Monday, September 7, 2009

Salman Rushdie's "The Wizard of Oz"

In his detailed analysis of The Wizard of Oz Salman Rushdie discusses how the film's explicit message, "There's no place like home," is actually contradictory to the actual message of the film. Rushdie points out how Oz is a much more magnificent place than Kansas, how Dorothy is never treated like a child in Oz, but instead like a heroine, and how it was in Oz, under her own supervision, and not in Kansas that Dorothy asserts herself as a young woman and grows into an adult and hero. Dorothy's character in the Wizard of Oz is dynamic, and certainly matures over the course of the movie; Dorothy becomes a mother figure for the Tin Man, Scarecrow, and Cowardly Lion, and finds the courage to confront the Wicked Witch of the West instead of running away.

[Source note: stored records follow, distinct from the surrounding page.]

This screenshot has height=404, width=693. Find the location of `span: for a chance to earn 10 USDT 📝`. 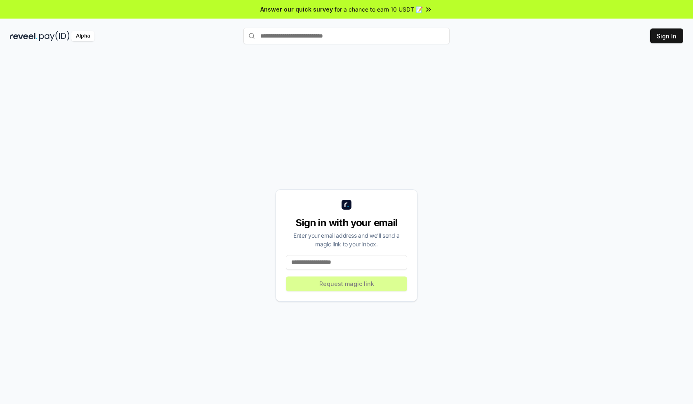

span: for a chance to earn 10 USDT 📝 is located at coordinates (379, 9).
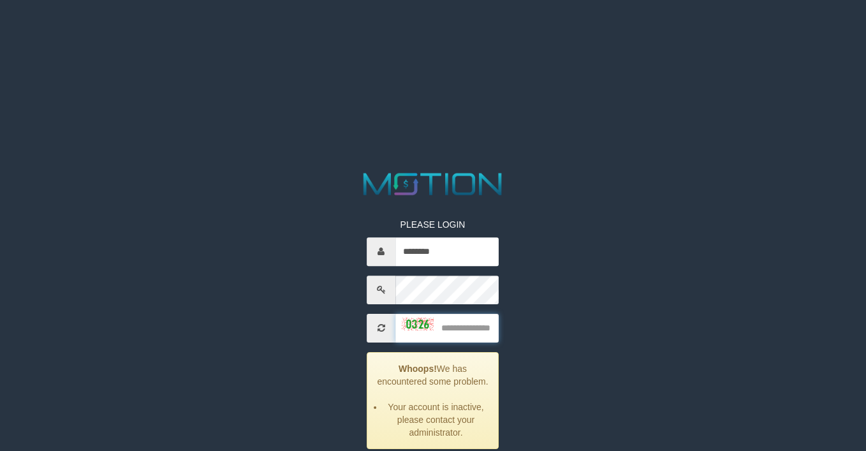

However, despite all the wonders of Oz and the growing experiences it provides Dorothy with, throughout the movie all Dorothy wants to do is go home. I believe that Rushdie is mistaken in his interpretation of the film's central theme. Despite all the glitz, glamour, and magic of Oz, it is not where Dorothy wants to be. Despite being surrounded by wonder and beauty throughout her time "over the rainbow," she sobs and cries about how she misses her Auntie Em. Dorothy believed that everything would be perfect "over the rainbow," that her troubles would "melt like lemon drops;" however, upon finding herself in Oz she is supremely unsatisfied, and longs to return to Kansas. Therefore I believe the true message of the theme is that truth and happiness are not be found in perfect, colorful lands (which can be translated into perfect, colorful material goods, or perfectly beautiful spouses, or anything else that looks wonderful on the outside but may leave you hollow on the inside), but instead in the people you love. It hurt Dorothy most to leave her new friends, not the glittering Emerald City, but it hurt even more to be away from the people she loved most, her family. Finally, unlike Rushdie I truly believe there is "no place like home," only the home The Wizard of Oz asks us to appreciate is not a place, but instead the group of people whom we love.